Agenda
Dinner Table Democracy: Designing Disagreement
In this lively session, game designer Jennifer Estaris explores how games can make disagreement playful, safe, and unexpectedly joyful… through a dysfunctional dinner-table game. Drawing on the 2025 Citizens' Assembly Game Jam and the continued development of VoxPop, a daily political puzzle disguised as a family debate, the talk shares practical techniques for designing structured friction, role-based empathy, and comedic realism.
The session culminates in a live, in-room Dinner Table Democracy encounter, where audience volunteers embody exaggerated archetypes, from the Sensible Mum to the Chaos Cousin, and attempt to solve escalating prompts before facing the ultimate final boss: Grandma. Part talk, part social experiment, part dinner-theatre chaos, this session offers designers new tools for building playful systems that hold conflict, humor, and empathy in the same space.
Takeaway
Attendees learn how to design for disagreement using archetypes, escalation structures, absurdity, and purpose-driven content. They leave with concrete techniques for transforming tense topics into playful, emotionally safe experiences that spark empathy, laughter, and surprisingly thoughtful outcomes.
Intended Audience
This session is for game designers, especially narrative and social-systems designers, researchers, and anyone exploring purpose-driven play. No prior knowledge is required, only curiosity about designing for group dynamics, emotional safety, and playful disagreement.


WHAT THE EXERCISE ASKS: Look through the entries for the string "with" and copy every line where it shows up.

TASK INPUT:

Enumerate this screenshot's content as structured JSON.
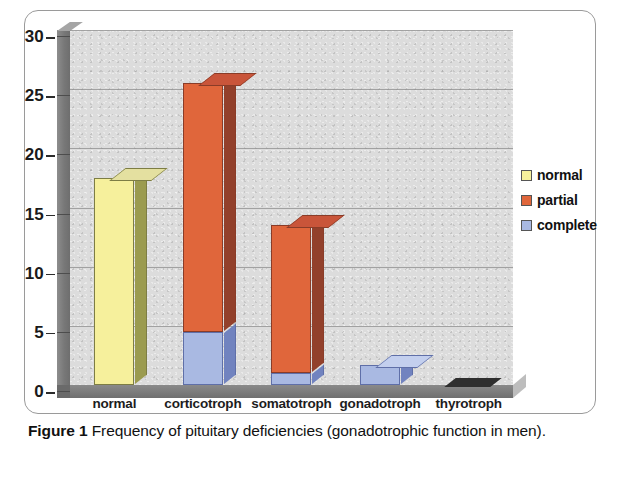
{
  "caption": {
    "bold_prefix": "Figure 1",
    "text": " Frequency of pituitary deficiencies (gonadotrophic function in men)."
  },
  "legend": {
    "position": "right",
    "items": [
      {
        "label": "normal",
        "color": "#f6f09c"
      },
      {
        "label": "partial",
        "color": "#e0663b"
      },
      {
        "label": "complete",
        "color": "#a9b9e2"
      }
    ]
  },
  "axes": {
    "y_ticks": [
      "30",
      "25",
      "20",
      "15",
      "10",
      "5",
      "0"
    ],
    "x_ticks": [
      "normal",
      "corticotroph",
      "somatotroph",
      "gonadotroph",
      "thyrotroph"
    ]
  },
  "chart_data": {
    "type": "bar",
    "title": "Frequency of pituitary deficiencies (gonadotrophic function in men)",
    "subtitle": "",
    "xlabel": "",
    "ylabel": "",
    "ylim": [
      0,
      30
    ],
    "ytick_interval": 5,
    "grid": true,
    "stacked": true,
    "three_d": true,
    "legend_position": "right",
    "categories": [
      "normal",
      "corticotroph",
      "somatotroph",
      "gonadotroph",
      "thyrotroph"
    ],
    "series": [
      {
        "name": "normal",
        "color": "#f6f09c",
        "values": [
          17.5,
          0,
          0,
          0,
          0
        ]
      },
      {
        "name": "partial",
        "color": "#e0663b",
        "values": [
          0,
          21,
          12.5,
          0,
          0
        ]
      },
      {
        "name": "complete",
        "color": "#a9b9e2",
        "values": [
          0,
          4.5,
          1,
          1.7,
          0
        ]
      }
    ],
    "totals": [
      17.5,
      25.5,
      13.5,
      1.7,
      0
    ]
  },
  "colors": {
    "plot_background": "#dcdcdc",
    "floor": "#7a7a7a",
    "gridline": "#8e8e8e",
    "yellow_face": "#f6f09c",
    "yellow_side": "#9b9b4f",
    "yellow_top": "#e4e0a0",
    "orange_face": "#e0663b",
    "orange_side": "#92402b",
    "orange_top": "#c8estub",
    "blue_face": "#a9b9e2",
    "blue_side": "#7183bf",
    "blue_top": "#c3cfee"
  }
}
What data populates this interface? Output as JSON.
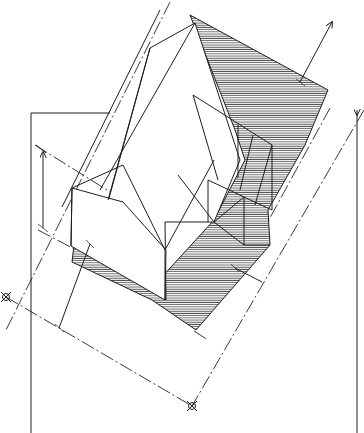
{
  "figure": {
    "type": "architectural axonometric drawing",
    "caption_partial": "",
    "colors": {
      "ink": "#1e1e1e",
      "background": "#ffffff",
      "hatch": "#555555"
    },
    "elements": {
      "house": "gable-roof house with side annex",
      "shadow": "hatched cast shadow",
      "dimension_lines": 5,
      "axis_markers": 3,
      "boundary_lines": 2
    }
  }
}
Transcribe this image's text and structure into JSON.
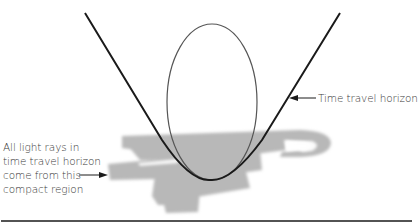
{
  "figure": {
    "labels": {
      "horizon": "Time travel horizon",
      "region_lines": [
        "All light rays in",
        "time travel horizon",
        "come from this",
        "compact region"
      ]
    },
    "colors": {
      "background": "#ffffff",
      "curve": "#1a1a1a",
      "ellipse": "#555555",
      "region_fill": "#b8b8b8",
      "text": "#3a3a3a",
      "baseline": "#1a1a1a"
    },
    "elements": {
      "horizon_curve": "V-shaped parabola with vertex near bottom center",
      "closed_timelike_loop": "vertical ellipse inside the horizon",
      "compact_region": "gray brush-stroke shaded region around curve vertex",
      "baseline": "horizontal rule at bottom of figure"
    }
  }
}
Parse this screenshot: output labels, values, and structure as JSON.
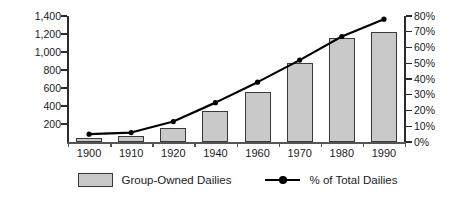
{
  "chart_data": {
    "type": "bar",
    "title": "",
    "subtitle": "",
    "xlabel": "",
    "ylabel": "",
    "categories": [
      "1900",
      "1910",
      "1920",
      "1940",
      "1960",
      "1970",
      "1980",
      "1990"
    ],
    "series": [
      {
        "name": "Group-Owned Dailies",
        "type": "bar",
        "axis": "left",
        "color": "#c9c9c9",
        "edge_color": "#3a3a3a",
        "values": [
          50,
          62,
          160,
          350,
          560,
          880,
          1160,
          1220
        ]
      },
      {
        "name": "% of Total Dailies",
        "type": "line",
        "axis": "right",
        "color": "#000000",
        "marker": "circle",
        "values": [
          5,
          6,
          13,
          25,
          38,
          52,
          67,
          78
        ]
      }
    ],
    "left_axis": {
      "label": "",
      "ylim": [
        0,
        1400
      ],
      "ticks": [
        200,
        400,
        600,
        800,
        1000,
        1200,
        1400
      ],
      "tick_labels": [
        "200",
        "400",
        "600",
        "800",
        "1,000",
        "1,200",
        "1,400"
      ]
    },
    "right_axis": {
      "label": "",
      "ylim": [
        0,
        80
      ],
      "ticks": [
        0,
        10,
        20,
        30,
        40,
        50,
        60,
        70,
        80
      ],
      "tick_labels": [
        "0%",
        "10%",
        "20%",
        "30%",
        "40%",
        "50%",
        "60%",
        "70%",
        "80%"
      ]
    },
    "grid": false,
    "legend_position": "bottom-center",
    "legend": [
      {
        "label": "Group-Owned Dailies",
        "marker": "swatch"
      },
      {
        "label": "% of Total Dailies",
        "marker": "line-point"
      }
    ]
  }
}
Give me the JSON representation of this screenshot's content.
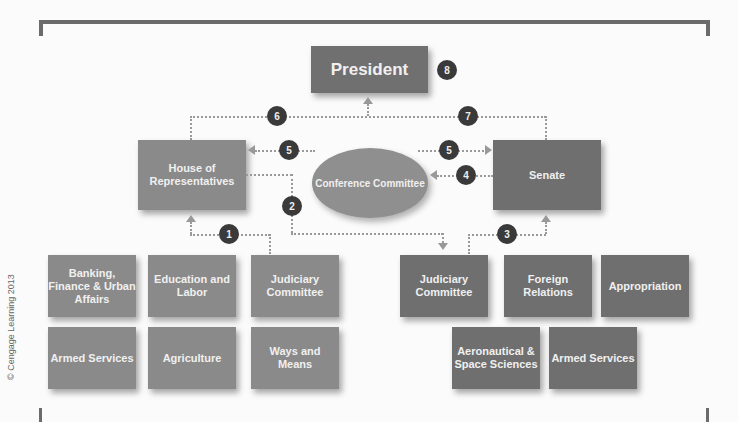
{
  "president": {
    "label": "President",
    "step": "8"
  },
  "house": {
    "label": "House of Representatives"
  },
  "senate": {
    "label": "Senate"
  },
  "conference": {
    "label": "Conference Committee"
  },
  "steps": {
    "s1": "1",
    "s2": "2",
    "s3": "3",
    "s4": "4",
    "s5a": "5",
    "s5b": "5",
    "s6": "6",
    "s7": "7"
  },
  "house_committees": [
    {
      "label": "Banking, Finance & Urban Affairs"
    },
    {
      "label": "Education and Labor"
    },
    {
      "label": "Judiciary Committee"
    },
    {
      "label": "Armed Services"
    },
    {
      "label": "Agriculture"
    },
    {
      "label": "Ways and Means"
    }
  ],
  "senate_committees": [
    {
      "label": "Judiciary Committee"
    },
    {
      "label": "Foreign Relations"
    },
    {
      "label": "Appropriation"
    },
    {
      "label": "Aeronautical & Space Sciences"
    },
    {
      "label": "Armed Services"
    }
  ],
  "credit": "© Cengage Learning 2013"
}
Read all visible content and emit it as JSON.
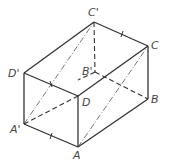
{
  "figure": {
    "stroke_color": "#333333",
    "label_color": "#444444"
  },
  "vertices": {
    "C_prime": {
      "label": "C'",
      "x": 94,
      "y": 22
    },
    "C": {
      "label": "C",
      "x": 148,
      "y": 46
    },
    "D_prime": {
      "label": "D'",
      "x": 24,
      "y": 73
    },
    "D": {
      "label": "D",
      "x": 78,
      "y": 96
    },
    "B_prime": {
      "label": "B'",
      "x": 95,
      "y": 72
    },
    "B": {
      "label": "B",
      "x": 148,
      "y": 99
    },
    "A_prime": {
      "label": "A'",
      "x": 24,
      "y": 124
    },
    "A": {
      "label": "A",
      "x": 78,
      "y": 147
    }
  },
  "edges": {
    "solid": [
      [
        "D_prime",
        "C_prime"
      ],
      [
        "C_prime",
        "C"
      ],
      [
        "D_prime",
        "D"
      ],
      [
        "D",
        "C"
      ],
      [
        "D_prime",
        "A_prime"
      ],
      [
        "D",
        "A"
      ],
      [
        "A_prime",
        "A"
      ],
      [
        "A",
        "B"
      ],
      [
        "C",
        "B"
      ]
    ],
    "hidden": [
      [
        "C_prime",
        "B_prime"
      ],
      [
        "B_prime",
        "B"
      ],
      [
        "B_prime",
        "A_prime"
      ]
    ],
    "diagonals_dashed": [
      [
        "A_prime",
        "D"
      ]
    ],
    "diagonals_chain": [
      [
        "A_prime",
        "C_prime"
      ],
      [
        "A",
        "C"
      ]
    ]
  },
  "tick_marks": [
    {
      "edge": "C_prime-C",
      "mark": "I"
    },
    {
      "edge": "A_prime-A",
      "mark": "I"
    },
    {
      "edge": "D_prime-C_prime-diag",
      "mark": "I"
    }
  ]
}
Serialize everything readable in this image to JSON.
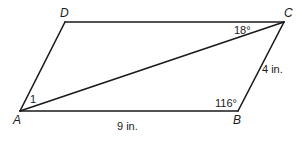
{
  "figure": {
    "type": "parallelogram",
    "vertices": {
      "A": {
        "label": "A",
        "x": 20,
        "y": 111
      },
      "B": {
        "label": "B",
        "x": 238,
        "y": 111
      },
      "C": {
        "label": "C",
        "x": 284,
        "y": 22
      },
      "D": {
        "label": "D",
        "x": 65,
        "y": 22
      }
    },
    "diagonal": "AC",
    "measurements": {
      "side_AB": "9 in.",
      "side_BC": "4 in.",
      "angle_B": "116°",
      "angle_DCA": "18°",
      "angle_1_label": "1"
    },
    "colors": {
      "stroke": "#1a1a1a",
      "background": "#ffffff"
    }
  }
}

EXERCISE RESPONSE:
      "house": "gable-roof house with side annex",
      "horizon_curve": "V-shaped parabola with vertex near bottom center",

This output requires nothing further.